Biden faulted her for not being more straightforward.
“We can’t be running any vague campaigns,” he said. “We have to level with people.”
The age and health of the top Democratic presidential candidates will come under scrutiny in Tuesday’s debate, coming after Bernie Sanders’ heart attack. Like Sanders and Joe Biden, Elizabeth Warren is in her 70s, but she flaunts her fitness.
Warren has fueled her rise with her detailed policy proposals and a warm, personable style that has quieted some of the criticism that has been leveled at her in the past as being pedantic and hard-edged.
But during the debate, she may have revived some of those concerns, as when she took swipes at fellow Democrats for not supporting her proposed tax on fortunes greater than $50 million.
“My question is not why do Bernie and I support a wealth tax.
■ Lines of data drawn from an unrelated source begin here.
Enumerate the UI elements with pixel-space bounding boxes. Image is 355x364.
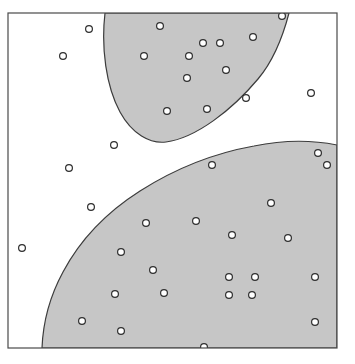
data-point — [161, 290, 168, 297]
data-point — [88, 204, 95, 211]
data-point — [279, 13, 286, 20]
data-point — [226, 274, 233, 281]
data-point — [118, 328, 125, 335]
data-point — [19, 245, 26, 252]
data-point — [308, 90, 315, 97]
data-point — [66, 165, 73, 172]
data-point — [186, 53, 193, 60]
data-point — [312, 319, 319, 326]
data-point — [184, 75, 191, 82]
data-point — [86, 26, 93, 33]
data-point — [226, 292, 233, 299]
data-point — [150, 267, 157, 274]
data-point — [143, 220, 150, 227]
data-point — [312, 274, 319, 281]
data-point — [249, 292, 256, 299]
data-point — [204, 106, 211, 113]
data-point — [79, 318, 86, 325]
data-point — [60, 53, 67, 60]
data-point — [111, 142, 118, 149]
data-point — [217, 40, 224, 47]
data-point — [118, 249, 125, 256]
data-point — [252, 274, 259, 281]
data-point — [250, 34, 257, 41]
data-point — [209, 162, 216, 169]
data-point — [229, 232, 236, 239]
data-point — [141, 53, 148, 60]
data-point — [223, 67, 230, 74]
data-point — [268, 200, 275, 207]
data-point — [324, 162, 331, 169]
scatter-plot-svg — [0, 0, 355, 364]
data-point — [164, 108, 171, 115]
data-point — [157, 23, 164, 30]
data-point — [315, 150, 322, 157]
data-point — [112, 291, 119, 298]
data-point — [193, 218, 200, 225]
data-point — [243, 95, 250, 102]
data-point — [201, 344, 208, 351]
figure-container — [0, 0, 355, 364]
data-point — [200, 40, 207, 47]
data-point — [285, 235, 292, 242]
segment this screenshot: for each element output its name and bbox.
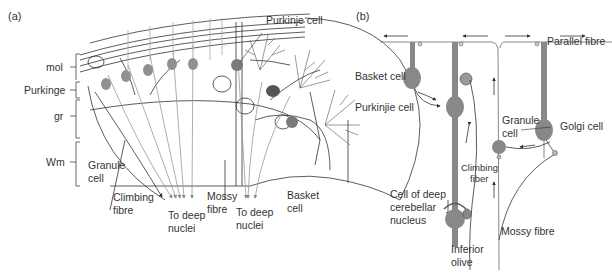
label-climbing-fibre-line1: Climbing: [113, 191, 154, 203]
label-granule-cell-a-line1: Granule: [88, 159, 125, 171]
label-to-deep-nuclei-right-line1: To deep: [236, 206, 273, 218]
label-deep-nucleus-line1: Cell of deep: [390, 188, 446, 200]
panel-b-drawing: [380, 36, 612, 270]
label-deep-nucleus-line3: nucleus: [390, 214, 426, 226]
label-purkinje-cell-a: Purkinje cell: [266, 14, 323, 26]
label-basket-cell-b: Basket cell: [355, 70, 406, 82]
label-basket-cell-a-line2: cell: [287, 202, 303, 214]
label-granule-cell-a-line2: cell: [88, 172, 104, 184]
panel-a-tag: (a): [8, 10, 21, 22]
panel-a-cells: [101, 58, 298, 128]
label-deep-nucleus-line2: cerebellar: [390, 201, 436, 213]
layer-bracket: [70, 54, 80, 186]
label-purkinje-cell-b: Purkinjie cell: [355, 101, 414, 113]
layer-label-gr: gr: [54, 110, 63, 122]
label-to-deep-nuclei-left-line1: To deep: [168, 209, 205, 221]
label-mossy-fibre-b: Mossy fibre: [501, 225, 555, 237]
label-basket-cell-a-line1: Basket: [287, 189, 319, 201]
label-inferior-olive-line1: Inferior: [451, 243, 484, 255]
label-climbing-fibre-line2: fibre: [113, 204, 133, 216]
layer-label-wm: Wm: [46, 156, 65, 168]
label-granule-cell-b-line1: Granule: [502, 114, 539, 126]
label-to-deep-nuclei-right-line2: nuclei: [236, 219, 263, 231]
label-granule-cell-b-line2: cell: [502, 127, 518, 139]
label-golgi-cell: Golgi cell: [560, 120, 603, 132]
label-mossy-fibre-a-line1: Mossy: [207, 190, 237, 202]
label-parallel-fibre: Parallel fibre: [547, 35, 605, 47]
label-inferior-olive-line2: olive: [451, 256, 473, 268]
layer-label-mol: mol: [46, 61, 63, 73]
layer-label-purkinje: Purkinge: [24, 84, 65, 96]
label-mossy-fibre-a-line2: fibre: [207, 203, 227, 215]
label-climbing-fiber-b-line1: Climbing: [461, 162, 498, 173]
label-climbing-fiber-b-line2: fiber: [470, 173, 488, 184]
panel-b-tag: (b): [356, 10, 369, 22]
label-to-deep-nuclei-left-line2: nuclei: [168, 222, 195, 234]
purkinje-axons: [108, 18, 290, 198]
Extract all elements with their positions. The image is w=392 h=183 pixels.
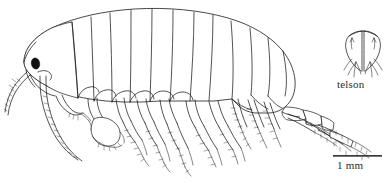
pereopod-7-setae	[220, 134, 236, 157]
gnathopod-1-setae	[69, 113, 78, 120]
antenna-1	[4, 72, 30, 115]
pereopod-4-setae	[146, 131, 166, 167]
telson-inset	[344, 31, 382, 77]
antenna-2-articles	[43, 96, 77, 158]
telson-label: telson	[337, 79, 364, 90]
scale-bar-label: 1 mm	[337, 160, 363, 171]
gnathopod-2	[88, 98, 124, 151]
gnathopod-1	[56, 95, 91, 130]
amphipod-illustration	[0, 0, 392, 183]
pereopod-3-setae	[124, 130, 144, 161]
pereopod-7	[209, 101, 245, 164]
pereopod-6	[186, 100, 222, 167]
pereopod-4	[137, 99, 170, 172]
pereopod-3	[116, 98, 149, 166]
pereopod-6-setae	[196, 135, 215, 165]
pereopod-5-setae	[168, 132, 189, 172]
pleopod-3-setae	[263, 111, 277, 139]
scale-bar	[333, 155, 382, 157]
antenna-1-articles	[4, 79, 20, 111]
head	[24, 22, 78, 98]
figure-canvas: telson 1 mm	[0, 0, 392, 183]
telson-spines	[350, 38, 376, 49]
telson-distal-setae	[344, 59, 382, 77]
pleopod-2-setae	[247, 109, 263, 142]
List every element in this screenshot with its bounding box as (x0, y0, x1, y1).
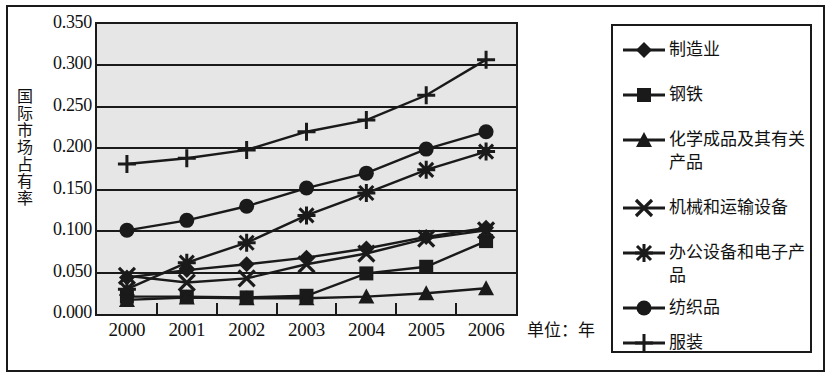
legend-item-0[interactable]: 制造业 (621, 38, 809, 61)
data-point-asterisk (178, 254, 196, 272)
legend-item-2[interactable]: 化学成品及其有关产品 (621, 128, 809, 174)
plot-area (95, 22, 518, 316)
data-point-square (637, 88, 651, 102)
data-point-asterisk (357, 184, 375, 202)
legend-marker-triangle (621, 129, 667, 151)
series-2 (119, 280, 494, 307)
data-point-circle (637, 301, 652, 316)
data-point-plus (357, 111, 375, 129)
series-0 (119, 220, 494, 286)
data-point-asterisk (477, 143, 495, 161)
y-axis-tick-label: 0.050 (30, 262, 92, 280)
data-point-plus (178, 149, 196, 167)
data-point-diamond (478, 220, 494, 236)
data-point-circle (359, 166, 374, 181)
data-point-circle (239, 199, 254, 214)
data-point-circle (179, 213, 194, 228)
data-point-circle (119, 223, 134, 238)
data-point-square (359, 266, 373, 280)
data-point-plus (477, 51, 495, 69)
x-axis-tick-label: 2006 (451, 320, 521, 340)
data-point-asterisk (635, 244, 653, 262)
y-axis-tick-label: 0.100 (30, 220, 92, 238)
y-axis-tick-label: 0.300 (30, 54, 92, 72)
data-point-asterisk (417, 161, 435, 179)
legend-item-4[interactable]: 办公设备和电子产品 (621, 241, 809, 287)
data-point-asterisk (118, 280, 136, 298)
legend-marker-circle (621, 297, 667, 319)
data-point-circle (479, 124, 494, 139)
legend-item-1[interactable]: 钢铁 (621, 83, 809, 106)
y-axis-tick-label: 0.150 (30, 179, 92, 197)
legend: 制造业钢铁化学成品及其有关产品机械和运输设备办公设备和电子产品纺织品服装 (611, 24, 812, 353)
data-point-diamond (239, 256, 255, 272)
data-point-asterisk (238, 234, 256, 252)
chart-figure: 国际市场占有率 0.0000.0500.1000.1500.2000.2500.… (0, 0, 831, 379)
legend-marker-asterisk (621, 242, 667, 264)
legend-item-6[interactable]: 服装 (621, 331, 809, 354)
x-axis-unit-label: 单位：年 (527, 320, 595, 340)
line-chart-panel: 国际市场占有率 0.0000.0500.1000.1500.2000.2500.… (0, 0, 592, 379)
legend-item-label: 化学成品及其有关产品 (669, 128, 809, 174)
y-axis-tick-labels: 0.0000.0500.1000.1500.2000.2500.3000.350 (30, 14, 92, 324)
legend-item-label: 办公设备和电子产品 (669, 241, 809, 287)
series-4 (118, 143, 495, 299)
legend-marker-x (621, 197, 667, 219)
legend-item-label: 机械和运输设备 (669, 196, 788, 219)
data-point-square (419, 260, 433, 274)
legend-marker-square (621, 84, 667, 106)
y-axis-tick-label: 0.350 (30, 13, 92, 31)
legend-marker-diamond (621, 39, 667, 61)
legend-item-label: 纺织品 (669, 296, 720, 319)
legend-item-5[interactable]: 纺织品 (621, 296, 809, 319)
data-point-plus (298, 123, 316, 141)
legend-item-label: 服装 (669, 331, 703, 354)
data-point-circle (419, 142, 434, 157)
data-series-layer (97, 24, 516, 314)
y-axis-tick-label: 0.250 (30, 96, 92, 114)
data-point-plus (118, 155, 136, 173)
data-point-diamond (636, 42, 652, 58)
legend-item-label: 钢铁 (669, 83, 703, 106)
data-point-plus (417, 86, 435, 104)
data-point-circle (299, 181, 314, 196)
data-point-asterisk (298, 206, 316, 224)
y-axis-tick-label: 0.200 (30, 137, 92, 155)
y-axis-tick-label: 0.000 (30, 303, 92, 321)
data-point-plus (238, 141, 256, 159)
legend-marker-plus (621, 332, 667, 354)
data-point-plus (635, 334, 653, 352)
legend-item-label: 制造业 (669, 38, 720, 61)
legend-item-3[interactable]: 机械和运输设备 (621, 196, 809, 219)
series-6 (118, 51, 495, 173)
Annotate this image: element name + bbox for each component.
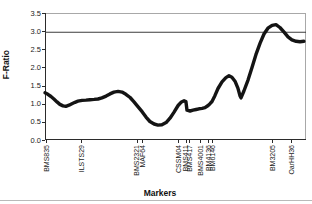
x-axis-title: Markers: [110, 188, 210, 198]
y-tick-label: 0.0: [21, 136, 41, 145]
y-tick-label: 3.5: [21, 9, 41, 18]
y-tick-label: 3.0: [21, 27, 41, 36]
x-marker-label: BM6146: [208, 145, 217, 171]
x-marker-label: MAF64: [138, 145, 147, 168]
y-axis-title: F-Ratio: [1, 50, 11, 79]
f-ratio-curve: [45, 25, 304, 126]
f-ratio-chart: 0.00.51.01.52.02.53.03.5 BMS835ILSTS29BM…: [0, 0, 312, 204]
y-tick-label: 1.0: [21, 99, 41, 108]
x-marker-label: ILSTS29: [77, 145, 86, 172]
y-tick-label: 2.5: [21, 45, 41, 54]
scan-border-line: [0, 200, 312, 201]
x-marker-label: OarHH36: [287, 145, 296, 175]
plot-area: [0, 0, 312, 204]
x-marker-label: BM3205: [268, 145, 277, 171]
y-tick-label: 2.0: [21, 63, 41, 72]
y-tick-label: 0.5: [21, 117, 41, 126]
y-tick-label: 1.5: [21, 81, 41, 90]
x-marker-label: BMS835: [42, 145, 51, 172]
x-marker-label: BMS417: [185, 145, 194, 172]
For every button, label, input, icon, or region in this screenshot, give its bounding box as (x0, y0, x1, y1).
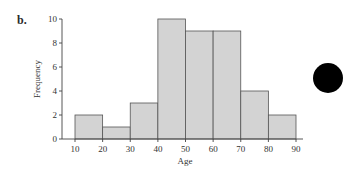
histogram-bar (103, 127, 131, 139)
x-tick-label: 70 (236, 144, 246, 154)
y-axis-title: Frequency (32, 60, 42, 98)
histogram-bars (75, 19, 296, 139)
histogram-bar (130, 103, 158, 139)
y-tick-label: 4 (53, 86, 58, 96)
x-tick-label: 90 (292, 144, 302, 154)
y-tick-label: 8 (53, 38, 58, 48)
y-tick-label: 2 (53, 110, 58, 120)
x-tick-label: 80 (264, 144, 274, 154)
histogram-bar (75, 115, 103, 139)
histogram-bar (268, 115, 296, 139)
y-tick-label: 10 (48, 14, 58, 24)
x-axis-title: Age (178, 156, 193, 166)
black-circle-marker (313, 63, 343, 93)
y-tick-label: 6 (53, 62, 58, 72)
x-tick-label: 60 (209, 144, 219, 154)
histogram-chart: 0246810102030405060708090 Age Frequency (0, 0, 360, 176)
histogram-bar (158, 19, 186, 139)
histogram-bar (186, 31, 214, 139)
x-tick-label: 50 (181, 144, 191, 154)
x-tick-label: 10 (71, 144, 81, 154)
y-tick-label: 0 (53, 134, 58, 144)
x-tick-label: 40 (153, 144, 163, 154)
x-tick-label: 30 (126, 144, 136, 154)
x-tick-label: 20 (98, 144, 108, 154)
histogram-bar (241, 91, 269, 139)
histogram-bar (213, 31, 241, 139)
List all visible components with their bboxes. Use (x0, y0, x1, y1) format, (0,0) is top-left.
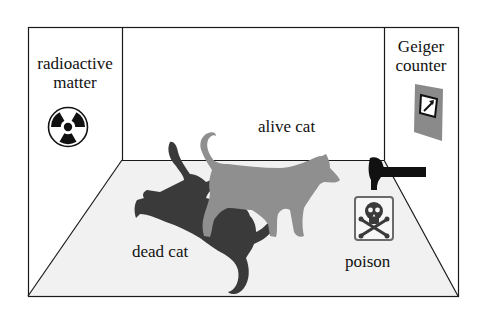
label-poison: poison (345, 252, 390, 271)
label-geiger: Geiger (384, 37, 458, 56)
label-matter: matter (28, 73, 122, 92)
radiation-icon (49, 108, 88, 147)
label-geiger-counter: Geiger counter (384, 37, 458, 75)
label-radioactive: radioactive (28, 54, 122, 73)
label-radioactive-matter: radioactive matter (28, 54, 122, 92)
label-dead-cat: dead cat (132, 242, 188, 261)
label-alive-cat: alive cat (258, 117, 315, 136)
geiger-counter-icon (414, 84, 443, 141)
skull-crossbones-icon (355, 197, 393, 240)
label-counter: counter (384, 56, 458, 75)
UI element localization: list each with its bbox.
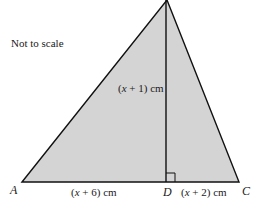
height-post: + 1) cm: [127, 82, 164, 94]
point-d-label: D: [163, 186, 172, 198]
point-a-label: A: [10, 184, 17, 196]
point-c-label: C: [242, 185, 250, 197]
length-dc-label: (x + 2) cm: [181, 187, 227, 198]
height-bd-label: (x + 1) cm: [118, 83, 164, 94]
dc-post: + 2) cm: [190, 186, 227, 198]
length-ad-label: (x + 6) cm: [71, 187, 117, 198]
triangle-diagram: Not to scale (x + 1) cm A D C (x + 6) cm…: [0, 0, 268, 198]
triangle-figure: [0, 0, 268, 198]
not-to-scale-note: Not to scale: [11, 38, 64, 49]
ad-post: + 6) cm: [80, 186, 117, 198]
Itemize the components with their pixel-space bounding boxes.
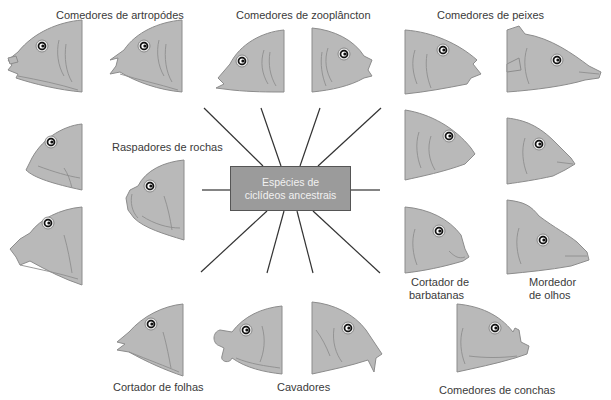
spoke-upper-mid-right	[300, 108, 320, 166]
center-label-line1: Espécies de	[262, 176, 319, 189]
label-arthropod-eaters: Comedores de artropódes	[56, 9, 184, 22]
spoke-upper-right	[318, 108, 381, 166]
fish-left-lower	[10, 207, 82, 285]
fish-right-middle-2	[507, 118, 575, 184]
label-fin-cutter-line2: barbatanas	[409, 289, 464, 302]
label-shell-eaters: Comedores de conchas	[439, 384, 555, 397]
spoke-upper-mid-left	[261, 108, 281, 166]
fish-digger-1	[214, 306, 282, 374]
label-eye-biter-line2: de olhos	[529, 289, 571, 302]
fish-shell-eater	[457, 304, 529, 372]
label-zooplankton-eaters: Comedores de zooplâncton	[236, 9, 371, 22]
spoke-lower-mid-right	[297, 211, 313, 273]
spoke-upper-left	[204, 108, 263, 166]
fish-left-middle	[26, 124, 82, 190]
fish-digger-2	[312, 302, 382, 374]
label-fin-cutter-line1: Cortador de	[411, 276, 469, 289]
fish-eye-biter	[507, 200, 589, 274]
fish-fin-cutter	[405, 207, 469, 273]
label-rock-scrapers: Raspadores de rochas	[112, 141, 223, 154]
spoke-lower-mid-left	[267, 211, 284, 273]
fish-arthropod-2	[110, 20, 182, 92]
fish-zooplankton-1	[216, 30, 284, 92]
label-eye-biter-line1: Mordedor	[529, 276, 576, 289]
fish-arthropod-1	[8, 20, 82, 92]
fish-right-middle-1	[405, 110, 475, 180]
label-diggers: Cavadores	[277, 381, 330, 394]
center-label-line2: ciclídeos ancestrais	[245, 189, 337, 202]
fish-rock-scraper	[126, 160, 184, 240]
fish-leaf-cutter	[117, 304, 183, 376]
fish-zooplankton-2	[312, 28, 372, 92]
ancestral-species-box: Espécies de ciclídeos ancestrais	[230, 166, 351, 211]
fish-piscivore-2	[507, 26, 601, 92]
label-fish-eaters: Comedores de peixes	[437, 9, 544, 22]
label-leaf-cutter: Cortador de folhas	[113, 381, 204, 394]
spoke-lower-left	[201, 211, 267, 272]
spoke-lower-right	[313, 211, 380, 273]
fish-piscivore-1	[405, 30, 481, 94]
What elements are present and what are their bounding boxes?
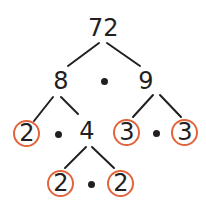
node-4: 4	[72, 116, 102, 146]
multiply-dot	[101, 78, 108, 85]
factor-tree-diagram: 72 8 9 2 4 3 3 2 2	[0, 0, 206, 204]
root-node-72: 72	[88, 13, 118, 43]
multiply-dot	[55, 131, 62, 138]
prime-node-2: 2	[12, 118, 42, 148]
prime-node-3: 3	[170, 117, 200, 147]
node-8: 8	[46, 66, 76, 96]
node-9: 9	[131, 66, 161, 96]
multiply-dot	[88, 181, 95, 188]
prime-node-3: 3	[112, 117, 142, 147]
prime-node-2: 2	[46, 168, 76, 198]
multiply-dot	[153, 130, 160, 137]
prime-node-2: 2	[106, 168, 136, 198]
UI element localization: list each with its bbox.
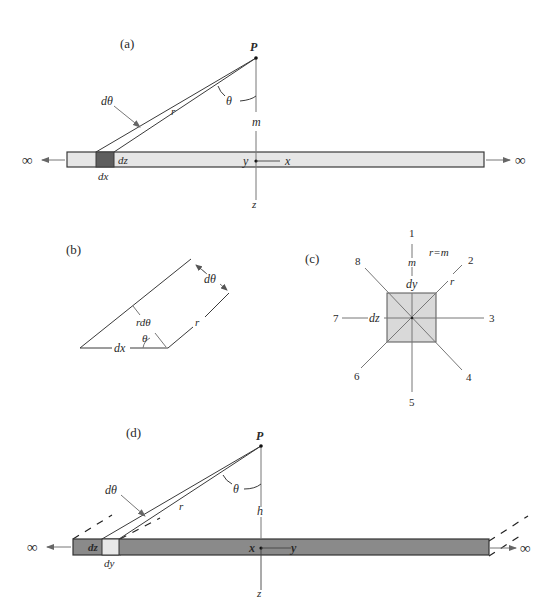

It’s why ... does everyone else on this stage think it is more important to protect billionaires than it is to invest in an entire generation of Americans?” she said.
“I understand that this is hard, but I think as Democrats we are going to succeed when we dream big and fight hard, not when we dream small and quit before we get started,” she said.
Klobuchar, who was more successful than in past debates in asserting herself as a centrist alternative, shot back:
“I want to give a reality check here to Elizabeth, because no one on this stage wants to protect billionaires,” Klobuchar said. “Not even the billionaire wants to protect billionaires,” she said, referring to Tom Steyer, a multibillionaire former hedge-fund manager, who joined the debate stage for the first time. “We just have different approaches. Your idea is not the only idea.”
An even more fraught exchange came late in the debate and pitted the two front-runners against each other after Biden asserted that he was “the only one on this stage who has gotten anything really big done,” and ticked off a list of legislative accomplishments from his long Senate career.
Warren answered the challenge by citing her work in conceiving of and pushing for the Consumer Financial Protection Bureau, which was enacted into law during the Obama administration. She bristled when Biden responded by trying to claim some of the credit for that accomplishment, saying that as vice president he had lobbied in the Senate for the measure.
“I went on the floor and got you votes,” he said.
With deliberation that seemed as if it was through gritted teeth, Warren responded, “I am deeply grateful to President Obama who fought so hard to make sure that agency was passed into law.”
Biden interjected to praise her work. She responded tersely: “Thank you.”